Exhibition of paintings by artists Djordje Vujičić entitled "I had a dream that was not a dream" opened on Monday in Podgorica.
Held in the Podgorica Gallery "Art", the exhibition can be considered a complete success due to the large number of visitors, which showed that Vujičić is a master of his craft, and that in Montenegro there is still a combination of originality with aesthetic quality.
The realism of oil on canvas combined with strong dreamlike and surreal narrative visions along with strikingly bright and vivid colors give the paintings a unique touch. Questioning human morality is a common theme in art, but Vujičić approaches these themes entirely from a unique aesthetic point of view, which puts him in a special class of quality.
Curator Aleksandra Butorović, commenting on the title of the exhibition, which is a verse by the great English poet Lord Byron, explains that this almost archetypal thought represents the backbone of human experience.
"Such a thought, almost archetypal, expresses this premise as the backbone of the structure of human experience in its uniqueness and the core of man who, despite his efforts to oppose the apocalyptic age in which he lives ambiguously, still retains the need to chart his existence in the form of survival," she said.
Butorović explains that the first segment of the exhibition represents a realistic exploration depicted through portrait installations, while the second segment presents post-apocalyptic visions of man's search for elements of humanity.
“The first segment of Đorđije's research is reflected in exceptionally stylish and realistically presented portrait installations, sometimes with suppressed grief and subtle glances, and most often with piercing blue eyes, while the author sublimates the entire spectrum of existential mechanisms, from the absurdity of basic despair to the presence of blissful calm. Each clearly defined wrinkle in the form of an inscribed feature on the faces of these portraits finds its own specific form and necessarily emphasizes the aspect of material density in the process of shaping, thus reflecting each intriguing life path reflected in the sphere of composition. In the second, conceptually more extensive separate segment, Đorđije presents another motif narrative, which in principle contains the belief that, conditionally speaking, through a prophetic painterly gesture, the idea of man can be transposed in an imagined post-apocalyptic context, while simultaneously searching for those elements of humanity that are, through generational memory, his line of authentic heritage,” she explains.
Vujičić told "Vijesti" that Montenegro is still the country where realism is the closest direction, adding that portraits offer him insight into his inner life.
"I think that Montenegro, as a country of artists, cherishes this realistic image even more than abstraction. Abstraction is something we get used to, but realism is still the closest thing to us, because we believe the most, no matter how much the sense of sight is not so perfect and that a good part of some misinterpretations can be had based on that sense through which we receive perhaps more than 90 percent of impressions, but that inner life that portraits offer me, because I don't like to decide so easily on a certain image to do it. So there has to be something in that portrait, something primal, pure, for it to find a place on my canvas," he said.
Vujičić adds that he chose oil paints on canvas as the technique for these paintings because it offers great potential in terms of realistic depictions.
"As for the technique I work with, oil paint on canvas allows me the greatest degree of realism. Because with oil paint you can create skin that is both dry and wet, and all those nuances that you can't with some acrylic paints. That's why I always try to choose a technique with which I can achieve the greatest degree of realism, if that's important to me," he adds.
Vujičić says that with his paintings he wants to provoke numerous existential questions in the viewer about their future, as well as their moral position.
"Just for people to question whether they know everything well and whether they are the most important thing to themselves, whether there is a need to look at our past in the rearview mirror and whether the future will make us better people," says Vujičić.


EXERCISE INSTRUCTIONS: Give the data back exactly as it stands.

......

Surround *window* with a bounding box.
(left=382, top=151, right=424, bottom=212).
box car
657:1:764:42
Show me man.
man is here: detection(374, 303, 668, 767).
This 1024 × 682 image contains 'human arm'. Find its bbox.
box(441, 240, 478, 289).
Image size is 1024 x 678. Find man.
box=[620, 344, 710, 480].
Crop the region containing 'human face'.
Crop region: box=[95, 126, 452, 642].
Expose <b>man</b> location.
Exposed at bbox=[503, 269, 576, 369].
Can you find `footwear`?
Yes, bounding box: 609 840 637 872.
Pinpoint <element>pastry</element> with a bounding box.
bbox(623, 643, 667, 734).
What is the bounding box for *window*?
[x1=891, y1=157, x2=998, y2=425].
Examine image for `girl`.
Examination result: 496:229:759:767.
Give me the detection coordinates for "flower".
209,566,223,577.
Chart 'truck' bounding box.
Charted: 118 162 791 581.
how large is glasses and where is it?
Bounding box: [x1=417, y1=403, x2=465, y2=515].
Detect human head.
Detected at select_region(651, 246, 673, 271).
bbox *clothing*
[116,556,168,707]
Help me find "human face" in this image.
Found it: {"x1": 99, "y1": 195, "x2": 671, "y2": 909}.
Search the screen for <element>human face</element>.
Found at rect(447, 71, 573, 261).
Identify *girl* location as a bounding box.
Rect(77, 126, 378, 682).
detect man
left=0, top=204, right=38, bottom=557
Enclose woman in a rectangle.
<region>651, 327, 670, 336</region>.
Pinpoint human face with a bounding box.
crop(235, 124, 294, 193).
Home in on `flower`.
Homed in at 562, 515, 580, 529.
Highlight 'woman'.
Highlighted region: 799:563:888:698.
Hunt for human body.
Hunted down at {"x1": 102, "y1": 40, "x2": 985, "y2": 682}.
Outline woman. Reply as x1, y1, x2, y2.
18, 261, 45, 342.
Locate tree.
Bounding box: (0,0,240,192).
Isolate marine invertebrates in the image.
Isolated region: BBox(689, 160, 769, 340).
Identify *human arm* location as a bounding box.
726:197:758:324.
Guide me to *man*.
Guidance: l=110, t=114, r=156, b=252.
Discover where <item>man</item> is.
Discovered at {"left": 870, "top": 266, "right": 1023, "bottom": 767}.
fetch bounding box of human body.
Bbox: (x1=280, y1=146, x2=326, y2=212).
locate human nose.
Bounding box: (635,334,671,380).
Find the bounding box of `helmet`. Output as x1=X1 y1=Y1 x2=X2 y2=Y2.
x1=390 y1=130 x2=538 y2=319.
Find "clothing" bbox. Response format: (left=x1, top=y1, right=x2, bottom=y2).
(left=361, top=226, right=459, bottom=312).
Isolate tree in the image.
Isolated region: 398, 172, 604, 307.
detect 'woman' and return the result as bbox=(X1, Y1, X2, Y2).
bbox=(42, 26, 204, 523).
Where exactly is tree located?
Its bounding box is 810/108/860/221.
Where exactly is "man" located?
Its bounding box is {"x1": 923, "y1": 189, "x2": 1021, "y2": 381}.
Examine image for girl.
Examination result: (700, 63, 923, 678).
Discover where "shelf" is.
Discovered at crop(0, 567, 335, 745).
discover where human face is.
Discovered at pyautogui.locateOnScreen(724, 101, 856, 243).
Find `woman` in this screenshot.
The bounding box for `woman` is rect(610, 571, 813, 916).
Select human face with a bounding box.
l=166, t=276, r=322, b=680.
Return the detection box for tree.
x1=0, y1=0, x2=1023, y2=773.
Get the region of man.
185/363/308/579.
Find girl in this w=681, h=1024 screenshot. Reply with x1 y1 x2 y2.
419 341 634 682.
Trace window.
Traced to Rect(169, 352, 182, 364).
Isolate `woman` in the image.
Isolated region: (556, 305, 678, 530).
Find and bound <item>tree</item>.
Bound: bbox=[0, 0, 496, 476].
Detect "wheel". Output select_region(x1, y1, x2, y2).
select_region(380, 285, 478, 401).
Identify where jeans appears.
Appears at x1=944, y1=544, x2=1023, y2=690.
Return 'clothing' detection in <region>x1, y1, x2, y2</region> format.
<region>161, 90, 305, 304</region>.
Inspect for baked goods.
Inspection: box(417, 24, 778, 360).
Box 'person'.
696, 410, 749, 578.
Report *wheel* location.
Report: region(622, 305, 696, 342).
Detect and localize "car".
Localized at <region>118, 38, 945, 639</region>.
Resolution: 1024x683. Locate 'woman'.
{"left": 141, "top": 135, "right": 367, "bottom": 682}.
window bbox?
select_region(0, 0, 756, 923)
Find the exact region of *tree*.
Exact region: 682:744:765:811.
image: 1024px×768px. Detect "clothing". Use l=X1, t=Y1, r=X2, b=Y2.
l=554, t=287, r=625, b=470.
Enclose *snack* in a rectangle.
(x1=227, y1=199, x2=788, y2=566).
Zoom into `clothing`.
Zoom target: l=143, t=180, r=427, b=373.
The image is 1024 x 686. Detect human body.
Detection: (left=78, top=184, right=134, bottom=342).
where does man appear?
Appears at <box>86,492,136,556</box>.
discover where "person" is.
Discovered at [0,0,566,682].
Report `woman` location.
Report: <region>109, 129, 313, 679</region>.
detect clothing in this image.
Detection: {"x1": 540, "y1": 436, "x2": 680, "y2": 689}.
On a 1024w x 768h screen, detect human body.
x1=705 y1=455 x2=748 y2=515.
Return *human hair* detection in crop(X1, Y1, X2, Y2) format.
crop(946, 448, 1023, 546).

......

COMPLETED TASK:
Surround *window* with a bounding box.
(left=382, top=151, right=424, bottom=212).
box car
657:1:764:42
Show me man.
man is here: detection(374, 303, 668, 767).
This 1024 × 682 image contains 'human arm'. Find its bbox.
box(441, 240, 478, 289).
Image size is 1024 x 678. Find man.
box=[620, 344, 710, 480].
Crop the region containing 'human face'.
Crop region: box=[95, 126, 452, 642].
Expose <b>man</b> location.
Exposed at bbox=[503, 269, 576, 369].
Can you find `footwear`?
Yes, bounding box: 609 840 637 872.
Pinpoint <element>pastry</element> with a bounding box.
bbox(623, 643, 667, 734).
What is the bounding box for *window*?
[x1=891, y1=157, x2=998, y2=425].
Examine image for `girl`.
Examination result: 496:229:759:767.
Give me the detection coordinates for "flower".
209,566,223,577.
Chart 'truck' bounding box.
Charted: 118 162 791 581.
how large is glasses and where is it?
Bounding box: [x1=417, y1=403, x2=465, y2=515].
Detect human head.
Detected at select_region(651, 246, 673, 271).
bbox *clothing*
[116,556,168,707]
Help me find "human face" in this image.
Found it: {"x1": 99, "y1": 195, "x2": 671, "y2": 909}.
Search the screen for <element>human face</element>.
Found at rect(447, 71, 573, 261).
Identify *girl* location as a bounding box.
Rect(77, 126, 378, 682).
detect man
left=0, top=204, right=38, bottom=557
Enclose woman in a rectangle.
<region>651, 327, 670, 336</region>.
Pinpoint human face with a bounding box.
crop(235, 124, 294, 193).
Home in on `flower`.
Homed in at 562, 515, 580, 529.
Highlight 'woman'.
Highlighted region: 799:563:888:698.
Hunt for human body.
Hunted down at {"x1": 102, "y1": 40, "x2": 985, "y2": 682}.
Outline woman. Reply as x1, y1, x2, y2.
18, 261, 45, 342.
Locate tree.
Bounding box: (0,0,240,192).
Isolate marine invertebrates in the image.
Isolated region: BBox(689, 160, 769, 340).
Identify *human arm* location as a bounding box.
726:197:758:324.
Guide me to *man*.
Guidance: l=110, t=114, r=156, b=252.
Discover where <item>man</item> is.
Discovered at {"left": 870, "top": 266, "right": 1023, "bottom": 767}.
fetch bounding box of human body.
Bbox: (x1=280, y1=146, x2=326, y2=212).
locate human nose.
Bounding box: (635,334,671,380).
Find the bounding box of `helmet`. Output as x1=X1 y1=Y1 x2=X2 y2=Y2.
x1=390 y1=130 x2=538 y2=319.
Find "clothing" bbox. Response format: (left=x1, top=y1, right=x2, bottom=y2).
(left=361, top=226, right=459, bottom=312).
Isolate tree in the image.
Isolated region: 398, 172, 604, 307.
detect 'woman' and return the result as bbox=(X1, Y1, X2, Y2).
bbox=(42, 26, 204, 523).
Where exactly is tree located?
Its bounding box is 810/108/860/221.
Where exactly is "man" located?
Its bounding box is {"x1": 923, "y1": 189, "x2": 1021, "y2": 381}.
Examine image for girl.
Examination result: (700, 63, 923, 678).
Discover where "shelf" is.
Discovered at crop(0, 567, 335, 745).
discover where human face is.
Discovered at pyautogui.locateOnScreen(724, 101, 856, 243).
Find `woman` in this screenshot.
The bounding box for `woman` is rect(610, 571, 813, 916).
Select human face with a bounding box.
l=166, t=276, r=322, b=680.
Return the detection box for tree.
x1=0, y1=0, x2=1023, y2=773.
Get the region of man.
185/363/308/579.
Find girl in this w=681, h=1024 screenshot. Reply with x1 y1 x2 y2.
419 341 634 682.
Trace window.
Traced to Rect(169, 352, 182, 364).
Isolate `woman` in the image.
Isolated region: (556, 305, 678, 530).
Find and bound <item>tree</item>.
Bound: bbox=[0, 0, 496, 476].
Detect "wheel". Output select_region(x1, y1, x2, y2).
select_region(380, 285, 478, 401).
Identify where jeans appears.
Appears at x1=944, y1=544, x2=1023, y2=690.
Return 'clothing' detection in <region>x1, y1, x2, y2</region> format.
<region>161, 90, 305, 304</region>.
Inspect for baked goods.
Inspection: box(417, 24, 778, 360).
Box 'person'.
696, 410, 749, 578.
Report *wheel* location.
Report: region(622, 305, 696, 342).
Detect and localize "car".
Localized at <region>118, 38, 945, 639</region>.
Resolution: 1024x683. Locate 'woman'.
{"left": 141, "top": 135, "right": 367, "bottom": 682}.
window bbox?
select_region(0, 0, 756, 923)
Find the exact region of *tree*.
Exact region: 682:744:765:811.
image: 1024px×768px. Detect "clothing". Use l=X1, t=Y1, r=X2, b=Y2.
l=554, t=287, r=625, b=470.
Enclose *snack* in a rectangle.
(x1=227, y1=199, x2=788, y2=566).
Zoom into `clothing`.
Zoom target: l=143, t=180, r=427, b=373.
The image is 1024 x 686. Detect human body.
Detection: (left=78, top=184, right=134, bottom=342).
where does man appear?
Appears at <box>86,492,136,556</box>.
discover where "person" is.
Discovered at [0,0,566,682].
Report `woman` location.
Report: <region>109, 129, 313, 679</region>.
detect clothing in this image.
Detection: {"x1": 540, "y1": 436, "x2": 680, "y2": 689}.
On a 1024w x 768h screen, detect human body.
x1=705 y1=455 x2=748 y2=515.
Return *human hair* detection in crop(X1, Y1, X2, Y2) format.
crop(946, 448, 1023, 546).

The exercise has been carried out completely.